In this post, Dr Stuart Dunmore, a British Academy Postdoctoral Fellow in the School of Literatures, Languages and Cultures, describes his recent Go Abroad Staff experience at the Sorbonne Nouevelle in Paris, France, where he taught students about the use of Gaelic within and beyond the education system…
Springtime in Paris, 2019: what a time and place to develop my teaching repertoire, I thought, and what an experience it proved to be. While Erasmus+ funding for teaching mobility should continue for UK academics beyond Brexit, it seemed sensible to co-ordinate my visit to Sorbonne Nouvelle (Paris III) for late February into early March, so that I could teach postgraduate linguistics students’ there without fear of any potential Brexit impact.
My postdoctoral research on Gaelic acquisition and use has regularly taken me to communities throughout urban and rural Scotland, and all over the province of Nova Scotia in Canada. Paris provided an altogether different setting in which to discuss the major theoretical and practical themes of my research, and a truly awesome backdrop for this task in the shape of the Sorbonne’s Institut de linguistique et phonétique générales et appliquées, intellectual home of the linguistic subdiscipline of phonetics.
The programme of lectures and seminars I developed for my week of teaching at Sorbonne Nouvelle was largely informed by my doctoral and postdoctoral research on the use of Gaelic within and beyond the education system.
The student community I addressed through the week was principally made up of MA students of linguistics and PhD candidates in the fields of sociolinguistics and immersion education. The Masters course I contributed to during the week’s mobility, Politics of language in the English-speaking world, constituted a very relevant channel through which to explore bilingual English-Gaelic discourses of language use in Scottish and Nova Scotian communities, as well as the underlying ideologies which are frequently conveyed to rationalise language practices.
Bilingual narratives of this kind were rather new to the Masters students I spoke to, all of whom appeared motivated to further explore minority language communities in contact with English-dominant societies as part of their postgraduate study, and to learn more about the qualitative method of discourse analysis I employ in my research for the purposes of their own MA theses.
It was thus within the wider context of European collaboration and co-operation between academic communities that I was afforded this opportunity to build on existing contacts between University of Edinburgh and Sorbonne Nouvelle (one of 13 “successor” universities to the former University of Paris) and to develop ongoing academic collaboration between the two historic institutions. The notion of “community” in respect of Gaelic language and culture on both sides of the Atlantic is central to my own research and teaching, so it was really encouraging to see the early stages of a nascent academic community taking shape in the Latin Quarter of Paris this month.
Who knows, in the spirit of the Franco-Scottish Vielle Alliance, and ongoing academic collaboration between our two countries, some of the postgraduate students I met this month may one day join us in Edinburgh to further pursue their interests in the politics of language and minority communities.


Problem details
Scan the data below. Pull out each line where "apex" occurs.

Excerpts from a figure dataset
• • • •

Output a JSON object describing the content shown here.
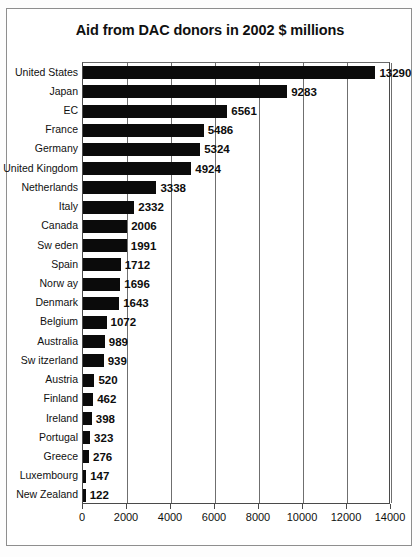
{
  "chart_data": {
    "type": "bar",
    "orientation": "horizontal",
    "title": "Aid from DAC donors in 2002 $ millions",
    "xlabel": "",
    "ylabel": "",
    "xlim": [
      0,
      14000
    ],
    "xticks": [
      0,
      2000,
      4000,
      6000,
      8000,
      10000,
      12000,
      14000
    ],
    "xtick_labels": [
      "0",
      "2000",
      "4000",
      "6000",
      "8000",
      "10000",
      "12000",
      "14000"
    ],
    "grid": true,
    "grid_axis": "x",
    "legend": false,
    "bar_color": "#0b0b0b",
    "categories": [
      "United States",
      "Japan",
      "EC",
      "France",
      "Germany",
      "United Kingdom",
      "Netherlands",
      "Italy",
      "Canada",
      "Sw eden",
      "Spain",
      "Norw ay",
      "Denmark",
      "Belgium",
      "Australia",
      "Sw itzerland",
      "Austria",
      "Finland",
      "Ireland",
      "Portugal",
      "Greece",
      "Luxembourg",
      "New  Zealand"
    ],
    "values": [
      13290,
      9283,
      6561,
      5486,
      5324,
      4924,
      3338,
      2332,
      2006,
      1991,
      1712,
      1696,
      1643,
      1072,
      989,
      939,
      520,
      462,
      398,
      323,
      276,
      147,
      122
    ],
    "value_labels": [
      "13290",
      "9283",
      "6561",
      "5486",
      "5324",
      "4924",
      "3338",
      "2332",
      "2006",
      "1991",
      "1712",
      "1696",
      "1643",
      "1072",
      "989",
      "939",
      "520",
      "462",
      "398",
      "323",
      "276",
      "147",
      "122"
    ]
  }
}
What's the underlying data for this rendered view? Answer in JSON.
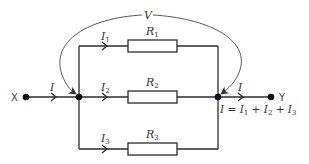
{
  "diagram": {
    "terminals": {
      "left": "X",
      "right": "Y"
    },
    "voltage_label": "V",
    "current_main": {
      "symbol": "I"
    },
    "branches": [
      {
        "current": "I",
        "current_sub": "1",
        "resistor": "R",
        "resistor_sub": "1"
      },
      {
        "current": "I",
        "current_sub": "2",
        "resistor": "R",
        "resistor_sub": "2"
      },
      {
        "current": "I",
        "current_sub": "3",
        "resistor": "R",
        "resistor_sub": "3"
      }
    ],
    "equation": {
      "lhs": "I",
      "eq": " = ",
      "t1": "I",
      "t1_sub": "1",
      "plus1": " + ",
      "t2": "I",
      "t2_sub": "2",
      "plus2": " + ",
      "t3": "I",
      "t3_sub": "3"
    },
    "colors": {
      "wire": "#2a2a2a",
      "background": "#ffffff",
      "node": "#111111"
    }
  }
}
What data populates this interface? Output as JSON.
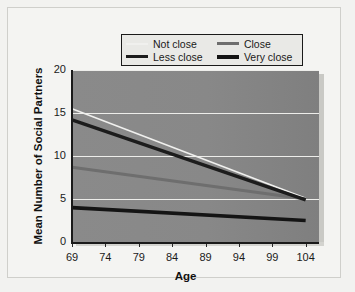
{
  "chart_data": {
    "type": "line",
    "title": "",
    "xlabel": "Age",
    "ylabel": "Mean Number of Social Partners",
    "xlim": [
      69,
      106
    ],
    "ylim": [
      0,
      20
    ],
    "xticks": [
      69,
      74,
      79,
      84,
      89,
      94,
      99,
      104
    ],
    "yticks": [
      0,
      5,
      10,
      15,
      20
    ],
    "grid": true,
    "legend_position": "top-center",
    "x": [
      69,
      104
    ],
    "series": [
      {
        "name": "Not close",
        "values": [
          15.5,
          5.1
        ],
        "color": "#f0f0ee",
        "width": 1.6
      },
      {
        "name": "Close",
        "values": [
          8.7,
          5.0
        ],
        "color": "#6e6e6e",
        "width": 3.0
      },
      {
        "name": "Less close",
        "values": [
          14.2,
          4.9
        ],
        "color": "#1c1c1c",
        "width": 3.4
      },
      {
        "name": "Very close",
        "values": [
          4.0,
          2.5
        ],
        "color": "#141414",
        "width": 3.6
      }
    ]
  },
  "legend": {
    "items": [
      {
        "label": "Not close"
      },
      {
        "label": "Close"
      },
      {
        "label": "Less close"
      },
      {
        "label": "Very close"
      }
    ]
  },
  "axes": {
    "x_title": "Age",
    "y_title": "Mean Number of Social Partners",
    "x_tick_labels": [
      "69",
      "74",
      "79",
      "84",
      "89",
      "94",
      "99",
      "104"
    ],
    "y_tick_labels": [
      "0",
      "5",
      "10",
      "15",
      "20"
    ]
  }
}
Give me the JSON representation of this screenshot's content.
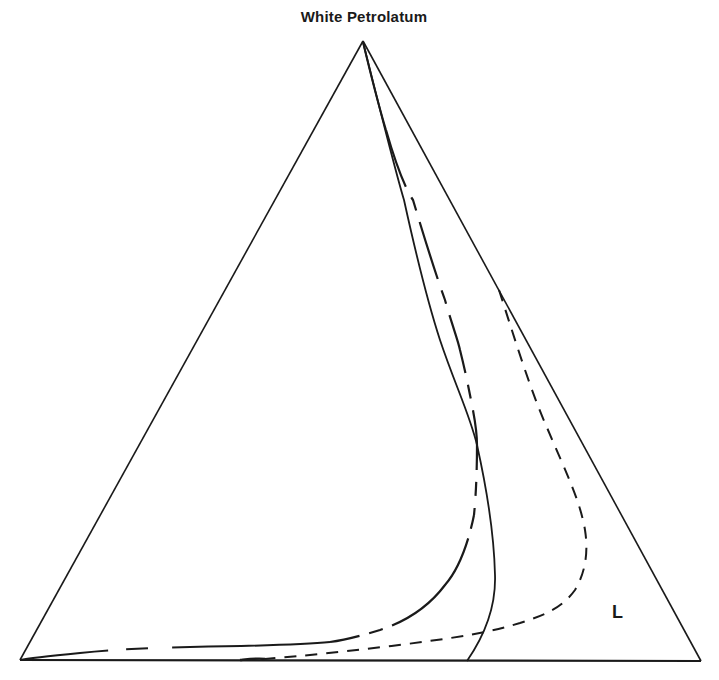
{
  "diagram": {
    "type": "ternary-phase-diagram",
    "vertices": {
      "top": "White Petrolatum",
      "bottom_left": "",
      "bottom_right": ""
    },
    "region_labels": [
      {
        "text": "L",
        "position": "lower-right, near right edge"
      }
    ],
    "curves": [
      {
        "name": "solid-boundary",
        "style": "solid",
        "description": "from apex descending to base near right third, bulging right"
      },
      {
        "name": "long-dash-boundary",
        "style": "long-dash",
        "description": "from apex descending, sweeping left along base to bottom-left vertex"
      },
      {
        "name": "short-dash-boundary",
        "style": "short-dash",
        "description": "from right edge, bulging right then sweeping left toward base"
      }
    ],
    "colors": {
      "line": "#1a1a1a",
      "background": "#ffffff"
    }
  }
}
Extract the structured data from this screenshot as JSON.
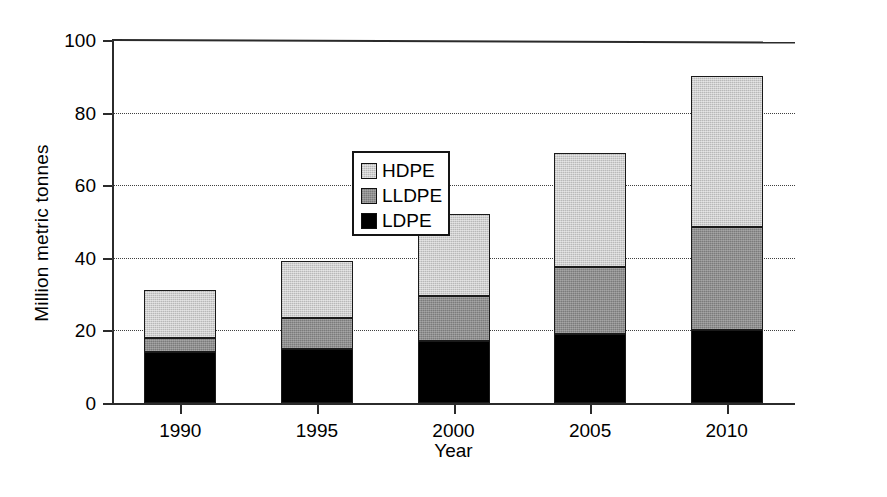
{
  "chart_data": {
    "type": "bar",
    "subtype": "stacked-bar",
    "title": "",
    "xlabel": "Year",
    "ylabel": "Million metric tonnes",
    "categories": [
      "1990",
      "1995",
      "2000",
      "2005",
      "2010"
    ],
    "series": [
      {
        "name": "LDPE",
        "values": [
          14,
          15,
          17,
          19,
          20
        ],
        "color": "#000000"
      },
      {
        "name": "LLDPE",
        "values": [
          4,
          8.5,
          12.5,
          18.5,
          28.5
        ],
        "color": "#8f8f8f"
      },
      {
        "name": "HDPE",
        "values": [
          13,
          15.5,
          22.5,
          31.5,
          41.5
        ],
        "color": "#cfcfcf"
      }
    ],
    "stack_totals": [
      31,
      39,
      52,
      69,
      90
    ],
    "cumulative_tops": {
      "LDPE": [
        14,
        15,
        17,
        19,
        20
      ],
      "LLDPE": [
        18,
        23.5,
        29.5,
        37.5,
        48.5
      ],
      "HDPE": [
        31,
        39,
        52,
        69,
        90
      ]
    },
    "ylim": [
      0,
      100
    ],
    "yticks": [
      0,
      20,
      40,
      60,
      80,
      100
    ],
    "ytick_labels": [
      "0",
      "20",
      "40",
      "60",
      "80",
      "100"
    ],
    "grid": true,
    "grid_style": "dotted",
    "legend": {
      "position": "upper-left-inside",
      "entries": [
        {
          "label": "HDPE",
          "color": "#cfcfcf"
        },
        {
          "label": "LLDPE",
          "color": "#8f8f8f"
        },
        {
          "label": "LDPE",
          "color": "#000000"
        }
      ]
    }
  }
}
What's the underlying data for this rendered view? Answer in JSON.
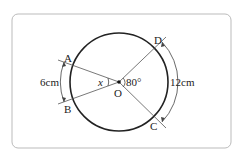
{
  "figure": {
    "center_label": "O",
    "points": {
      "A": "A",
      "B": "B",
      "C": "C",
      "D": "D"
    },
    "angle_unknown": "x",
    "angle_given": "80°",
    "arc_AB_length": "6cm",
    "arc_CD_length": "12cm"
  },
  "colors": {
    "frame": "#bbbbbb",
    "circle": "#222222",
    "lines": "#555555"
  }
}
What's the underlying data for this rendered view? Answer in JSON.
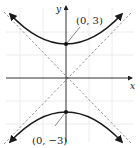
{
  "figure": {
    "type": "hyperbola",
    "equation": "y^2/9 - x^2/9 = 1",
    "axes": {
      "x_label": "x",
      "y_label": "y"
    },
    "vertices": [
      {
        "label": "(0, 3)",
        "x": 0,
        "y": 3
      },
      {
        "label": "(0, −3)",
        "x": 0,
        "y": -3
      }
    ],
    "asymptotes": [
      "y = x",
      "y = −x"
    ],
    "colors": {
      "curve": "#1a1a1a",
      "axis": "#333333",
      "asymptote": "#888888",
      "grid": "#ececec"
    }
  }
}
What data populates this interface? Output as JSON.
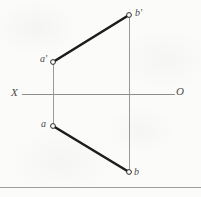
{
  "figure": {
    "width": 201,
    "height": 197,
    "background_color": "#fbfbfa",
    "axis": {
      "name": "ground-line",
      "left_label": "X",
      "right_label": "O",
      "y": 94,
      "x_start": 22,
      "x_end": 175,
      "color": "#8d8d8d",
      "stroke_width": 1
    },
    "points": [
      {
        "id": "b-prime",
        "label": "b'",
        "x": 129,
        "y": 15,
        "marker": "open-circle"
      },
      {
        "id": "a-prime",
        "label": "a'",
        "x": 53,
        "y": 62,
        "marker": "open-circle"
      },
      {
        "id": "a",
        "label": "a",
        "x": 53,
        "y": 126,
        "marker": "open-circle"
      },
      {
        "id": "b",
        "label": "b",
        "x": 129,
        "y": 172,
        "marker": "open-circle"
      }
    ],
    "segments": [
      {
        "id": "front-view-line",
        "label": "a'b'",
        "from": "a-prime",
        "to": "b-prime",
        "color": "#1c1c1c",
        "stroke_width": 2.6,
        "style": "solid"
      },
      {
        "id": "top-view-line",
        "label": "ab",
        "from": "a",
        "to": "b",
        "color": "#1c1c1c",
        "stroke_width": 2.6,
        "style": "solid"
      },
      {
        "id": "projector-a",
        "label": "a'a",
        "from": "a-prime",
        "to": "a",
        "color": "#9a9a9a",
        "stroke_width": 1,
        "style": "solid"
      },
      {
        "id": "projector-b",
        "label": "b'b",
        "from": "b-prime",
        "to": "b",
        "color": "#9a9a9a",
        "stroke_width": 1,
        "style": "solid"
      }
    ],
    "marker_style": {
      "radius": 2.4,
      "fill": "#fbfbfa",
      "stroke": "#2a2a2a",
      "stroke_width": 1
    },
    "bottom_rule": {
      "y": 187,
      "color": "#9e9e9e",
      "stroke_width": 1
    }
  }
}
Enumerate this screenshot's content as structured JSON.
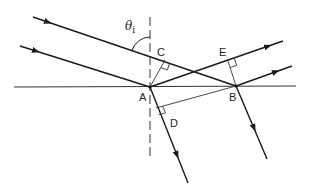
{
  "diagram": {
    "type": "reflection-refraction-geometry",
    "colors": {
      "line": "#1a1a1a",
      "thin_line": "#333333",
      "background": "#ffffff"
    },
    "labels": {
      "theta": "θ",
      "theta_sub": "i",
      "A": "A",
      "B": "B",
      "C": "C",
      "D": "D",
      "E": "E"
    },
    "points": {
      "A": [
        150,
        87
      ],
      "B": [
        236,
        86
      ],
      "C": [
        165,
        60
      ],
      "D": [
        156,
        108
      ],
      "E": [
        228,
        61
      ]
    }
  }
}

• • • •

Solution for this problem
        "description": "from apex descending to base near right third, bulging right"
        "description": "from apex descending, sweeping left along base to bottom-left vertex"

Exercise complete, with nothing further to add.